99 | 100 | 101 | 102 | 103 |
1 | 103 | 205 | 308 | 410 |
3. Chill the shrimp in cold running water. Drain and refrigerate.
Commercial shrimp comes in 11 different sizes, but you are likely to see only five or six
at your fish counter. The largest ones go to restaurants whose patrons can afford to pay for them,
and the really small ones end up in various commercial preparations. The table below gives you
the ranges for each size. The numbers show how many shrimp make up a pound (or a kilo).
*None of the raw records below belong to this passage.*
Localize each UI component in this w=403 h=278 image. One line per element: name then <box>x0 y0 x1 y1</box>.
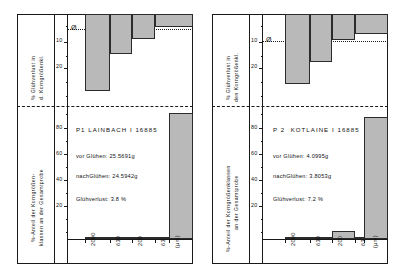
gluehverlust-right: Glühverlust: 7.2 % <box>273 196 360 204</box>
xlabel-unit-left: (µm) <box>174 235 180 248</box>
xlabel-63-right: 63 <box>360 239 366 246</box>
vor-gluehen-right: vor Glühen: 4.0995g <box>273 153 360 161</box>
ytick-20-left: 20 <box>56 202 62 208</box>
info-box-right: P 2 KOTLAINE I 16885 vor Glühen: 4.0995g… <box>273 114 360 216</box>
bar-top-2000 <box>85 14 110 91</box>
ytick-40-right: 40 <box>251 176 257 182</box>
top-scale-left <box>55 14 68 106</box>
xlabel-200-right: 200 <box>337 236 343 246</box>
top-scale-right <box>250 14 263 106</box>
xlabel-200-left: 200 <box>137 236 143 246</box>
xlabel-2000-left: 2000 <box>90 232 96 246</box>
ylabel-bottom-right-2: an der Gesamtprobe <box>233 175 239 230</box>
ytick-60-left: 60 <box>56 150 62 156</box>
figure-root: % Glühverlust in d. Korngrößenkl. %-Ante… <box>0 0 403 278</box>
ytick-20-top-left: 20 <box>56 63 62 69</box>
mean-symbol: Ø <box>266 36 271 43</box>
bottom-chart-right: P 2 KOTLAINE I 16885 vor Glühen: 4.0995g… <box>263 106 388 239</box>
info-box-left: P1 LAINBACH I 16885 vor Glühen: 25.5691g… <box>76 114 158 216</box>
bar-top-63 <box>155 14 193 27</box>
vor-gluehen-left: vor Glühen: 25.5691g <box>76 153 158 161</box>
bar-top-63 <box>355 14 388 34</box>
bottom-chart-left: P1 LAINBACH I 16885 vor Glühen: 25.5691g… <box>68 106 193 239</box>
bar-top-200 <box>132 14 155 39</box>
ytick-80-right: 80 <box>251 124 257 130</box>
panel-left-lainbach: % Glühverlust in d. Korngrößenkl. %-Ante… <box>17 14 193 264</box>
ylabel-bottom-right: %-Anteil der Korngrößenklassen <box>225 165 231 252</box>
xaxis-right <box>263 239 388 240</box>
ytick-60-right: 60 <box>251 150 257 156</box>
xlabel-63-left: 63 <box>160 239 166 246</box>
mean-symbol: Ø <box>71 24 76 31</box>
sample-id-left: P1 LAINBACH I 16885 <box>76 126 158 133</box>
gluehverlust-left: Glühverlust: 3.8 % <box>76 196 158 204</box>
ylabel-top-left-2: d. Korngrößenkl. <box>38 55 44 100</box>
xlabel-unit-right: (µm) <box>372 235 378 248</box>
nach-gluehen-right: nachGlühen: 3.8053g <box>273 173 360 181</box>
panel-right-kotlaine: % Glühverlust in den Korngrößenkl. %-Ant… <box>212 14 388 264</box>
ylabel-bottom-left-2: klassen an der Gesamtprobe <box>38 169 44 246</box>
ytick-80-left: 80 <box>56 124 62 130</box>
ylabel-top-left: % Glühverlust in <box>30 56 36 100</box>
ylabel-bottom-left: %-Anteil der Korngrößen- <box>30 173 36 242</box>
xlabel-630-right: 630 <box>315 236 321 246</box>
ytick-20-right: 20 <box>251 202 257 208</box>
top-chart-right: Ø <box>263 14 388 106</box>
xlabel-2000-right: 2000 <box>290 232 296 246</box>
ylabel-top-right-2: den Korngrößenkl. <box>233 52 239 102</box>
ytick-10-top-right: 10 <box>251 37 257 43</box>
bar-top-630 <box>310 14 332 62</box>
bar-top-2000 <box>285 14 310 84</box>
ylabel-top-right: % Glühverlust in <box>225 56 231 100</box>
ytick-10-top-left: 10 <box>56 37 62 43</box>
bar-top-630 <box>110 14 132 54</box>
xlabel-630-left: 630 <box>115 236 121 246</box>
sample-id-right: P 2 KOTLAINE I 16885 <box>273 126 360 133</box>
ytick-40-left: 40 <box>56 176 62 182</box>
bar-bottom-200 <box>332 231 355 239</box>
ytick-20-top-right: 20 <box>251 63 257 69</box>
nach-gluehen-left: nachGlühen: 24.5942g <box>76 173 158 181</box>
bar-bottom-fines <box>364 117 388 239</box>
bar-top-200 <box>332 14 355 40</box>
bar-bottom-fines <box>169 113 193 239</box>
top-chart-left: Ø <box>68 14 193 106</box>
TASTINGS Commercial American shrimp sizes
Shrimp size
extra colossal
colossal
No. in a Pound
less than 10
10-15
No. in a kg
less than 22
22-34
extra jumbo
jumbo
16-20
21-25
35-45
46-55
extra large
26-30
56-66
large
31-35
67-78
medium large
medium
36-40
41-50
79-88
89-111
small
extra small
tiny
51-60
61-70
more than 70
112-133
134-154
more than 154
Some cooks claim that shrimp have extra flavor when they cook them in the shell. This is
questionable, and serving fresh-cooked shrimp in the shell is unkind to your guests. Peeling them
is a messy operation at the dinner table, painfully so for people who have no experience. It is
more considerate to shell them in the kitchen, cook them quickly, and serve them piping hot.
If you are using large shrimp, you may want to devein them, too. The vein that runs along
the outer curve of the shrimp is the gut. It is small even in large shrimp, but some folks consider
it unappetizing to look at. I never bother with deveining. Serving shrimp in a sauce masks the
vein. Eating the vein is not harmful. When you eat a whole clam, oyster, or snail for example,
you never remove that same portion and never think of the gut that is part of your bite.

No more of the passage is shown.